By Scott Schletz, Shadowrun writer
Roll initiative! Those words bring both joy and dread to everyone to ever sit at a Shadowrun game. Death could be a few rolls away, but the money is always on the other side of the action.
To reflect that, we needed a system to make that action flow smoothly. We wanted quick and light, but still just as deadly and tactical as previous editions.
Working on combat was a mixed bag of headaches and joyful epiphanies. Every option we tweaked got its own playthrough run. It meant a ton of dice-tossing, because we couldn’t change two things that affected each other at the same time. There were times in a four-hour sitdown where my group saw four different rule tweaks. When all was said and done, they all loved the final result because it meant faster combat resolution for future games—and they knew the result finally would stay the same, instead of being changed week to week, or even combat to combat!

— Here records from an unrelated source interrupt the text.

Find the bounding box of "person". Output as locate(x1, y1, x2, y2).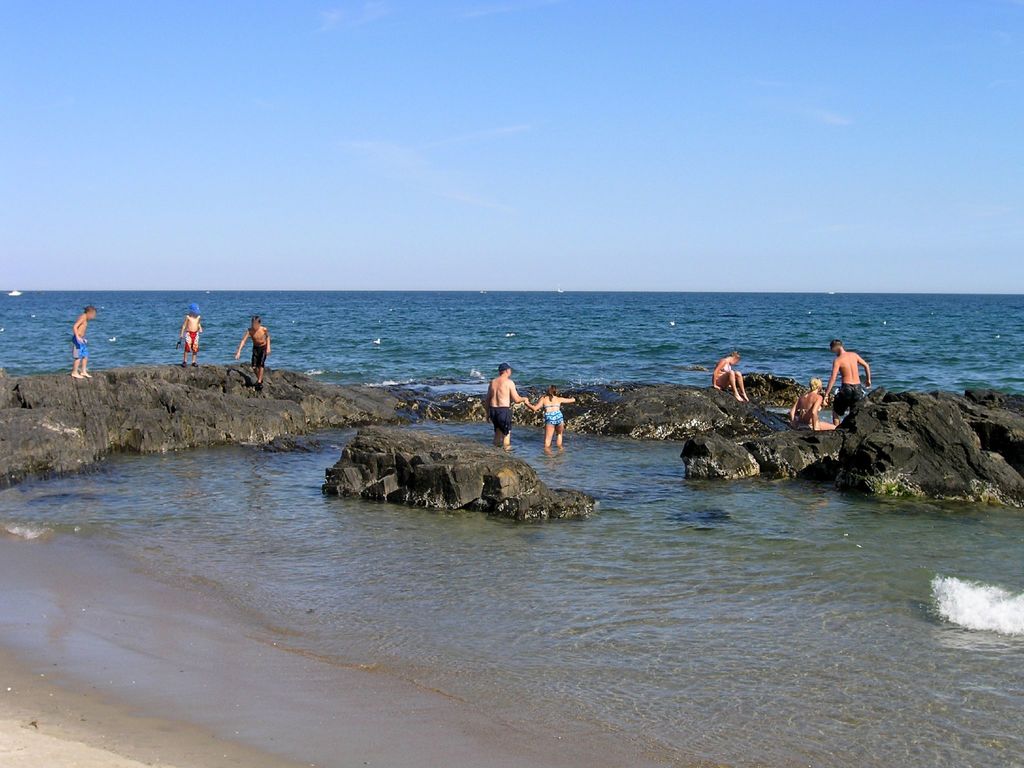
locate(70, 304, 93, 382).
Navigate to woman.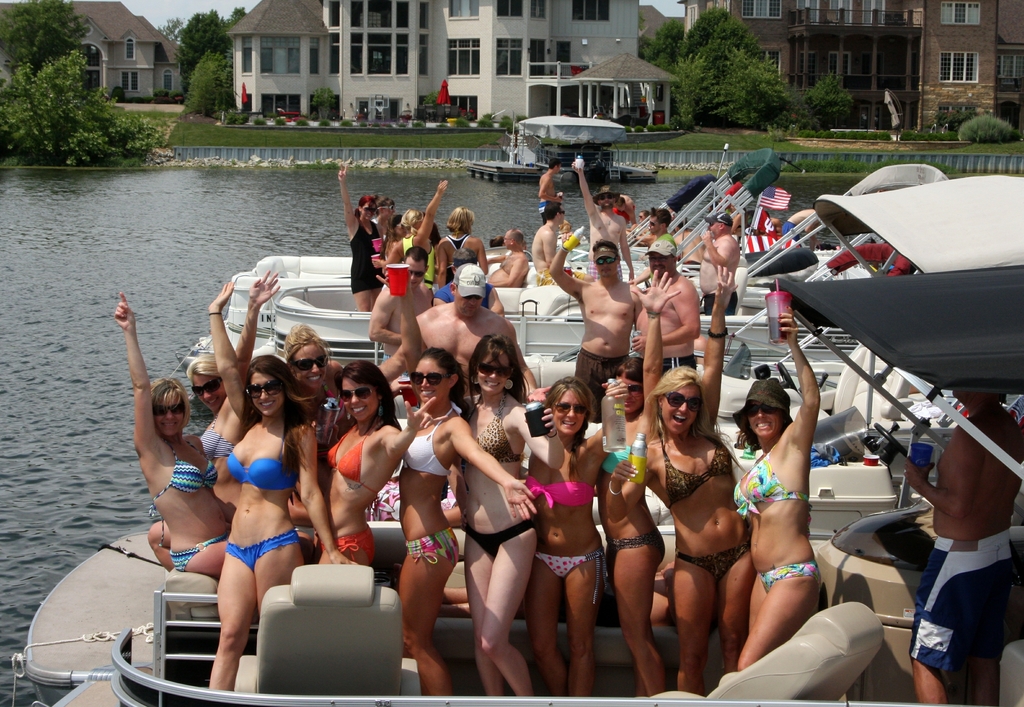
Navigation target: [left=179, top=285, right=255, bottom=533].
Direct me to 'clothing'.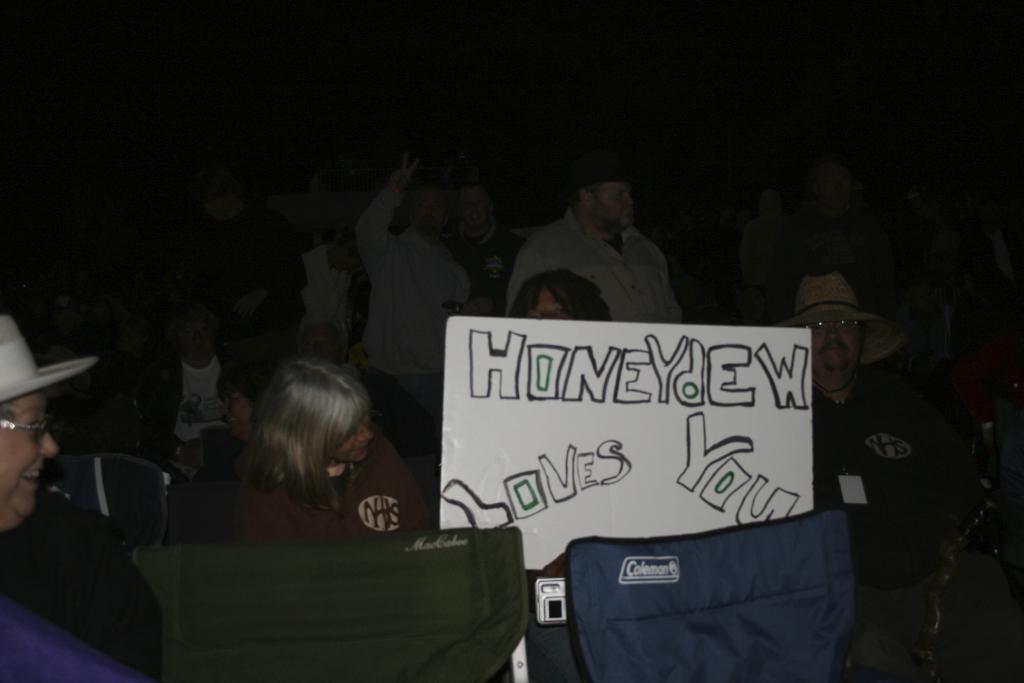
Direction: BBox(8, 490, 155, 679).
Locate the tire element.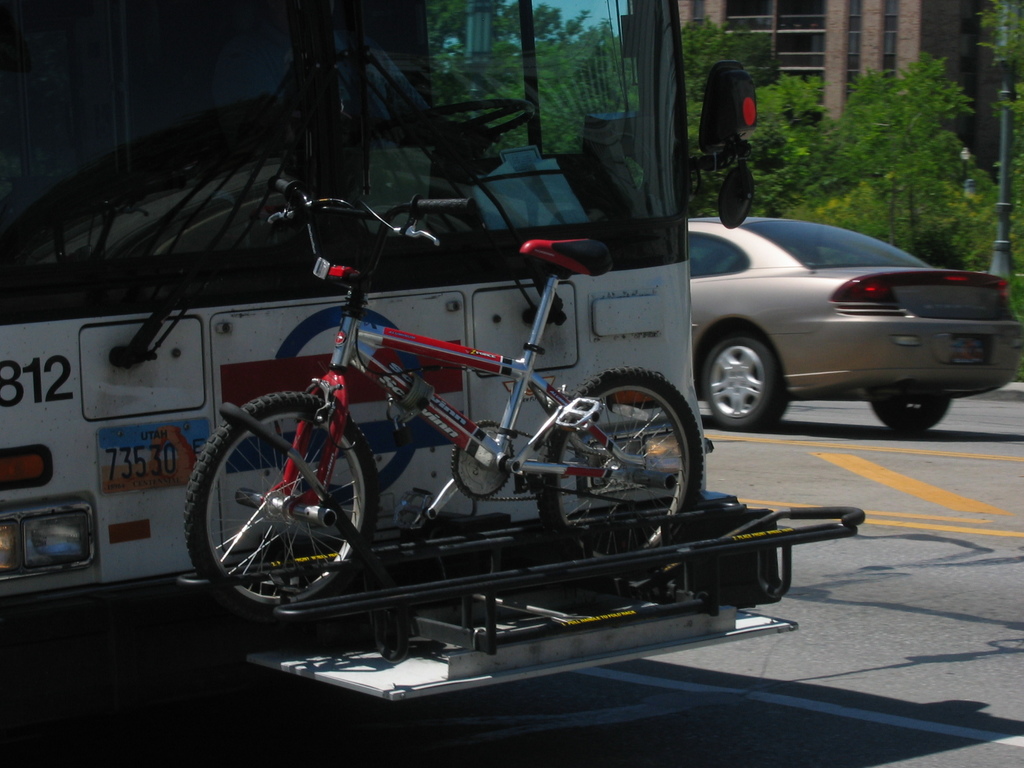
Element bbox: <region>210, 380, 359, 619</region>.
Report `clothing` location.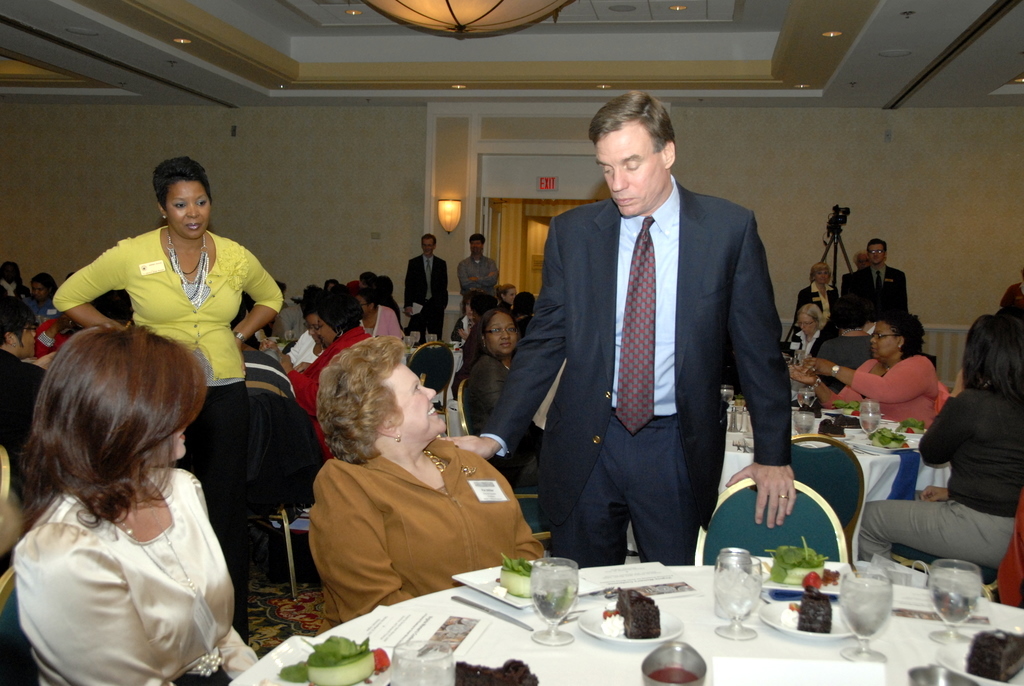
Report: 310 428 554 637.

To get to this final beauty, the team came together to start looking at what makes the action in Shadowrun awesome, while also examining what bogged things down at the table. First and foremost were the complexity of rolls being made. One of the easiest things to streamline was the series of shoot, dodge, soak, but let’s talk about what “easy” means to us in a Shadowrun context.
We looked at stripping it down to two rolls, one for each side, but found too many other aspects disappeared and that left too little flexibility. Then we started tweaking each roll on its own to see where the biggest slowdowns occurred. It’s easy to do math and figure probability, but to bring a stopwatch to the game and start timing rolls and Combat Turns IRL was a greater challenge than we originally thought. Especially since we needed to introduce new and old players alike to get a wider array of experience and see how the rules played out with new players and veterans alike.
In the end, things were chopped in a lot of different areas. We fiddled and found that the more cross comparisons you had to make (i.e., Armor and AP) the more time it took. We trimmed and merged and got ourselves our two primary combat stats: Attack Rating and Defense Rating.
Attack Rating became a merged up stat to cover, armor penetration, accuracy, recoil compensation, and just the general quality and design of the weapon all rolled into one. We spread it across the range categories to highlight whether a weapon is good up close or better at a distance, allowing for weapon variety without a ton of complexity.
Defense Rating was a bit more straightforward, with armor and body merging to show just how tough of a nut the character is to crack.
Compare the two and you get a real simple system of determining who had an advantage and who gets an Edge.
Edge is in fact the new place for most of those modifiers because another big slowdown in combat came with modifiers. Add for the smartlink, subtract for the lighting (or wait, no, we’ve got low light!), check for glare, wind, local dragon farts … if there was a modifier, it had to be accounted for. Now sure, some GMs just said “frag it,” but we wanted everyone sitting at every table to know what they were coming into with a system smooth enough for everyone to use. All those modifiers went to the wayside and we got it down to brass tacks. Who’s got the Edge on who? If we’re shooting and dodging in the same rainstorm, no one really has an advantage, so why toss modifiers on both sides that just shift dice pools in the same way?
So now it’s all an Edge game. It’s tactics and bonuses all rolled up along with something inherent in the character’s luck to seize an opportunity or for lady luck to smile down on them. Edge is no longer the precious resource you held until the big bad fight, now it’s all about spending and earning on the fly to get through everything. When that boss fight comes around, you can sure bet everyone will be looking for an edge and saving up to make those big moves.
One of the biggest time-saving and streamlining efforts came from where all combat starts: Initiative. If the goal was less rolls and faster action, it was a no-brainer to trim Initiative down to a single roll. Roll once and run through that order cycle. We chopped a dice roll and some serious record-keeping time each round. Players got smoother action, and the GM got a system they could track with ease. We wanted everyone involved, so we kept it flowing but with the trim we still needed a way to give those speed freaks of the shadows their service. Actions became our go-to tweak, and we set up an action economy that played out not only for those who wanted to go all out but also those who liked saving a little something for later just in case. I’ll admit it was frustrating early on that not every round was 100% action efficient. Leaving a few actions unused felt like you were missing out, but with the speed of the initiative cycle it didn’t matter. You were right back in the action soon enough, and it made everything feel so good.
In the end, we came up with a system that kept my group’s hacker and mage happily sitting at the table and waiting for their next turn instead of whipping out phones or checking out or going to pick up pizza, while also making the street sam feel like she still ruled combat in the shadows.
All in all, we slimmed it down and made a system that will make Shadowrun, Sixth World run smoother and fresher than any previous edition. Thanks for tuning in—now I need to get back to the writing desk. These books don’t write themselves!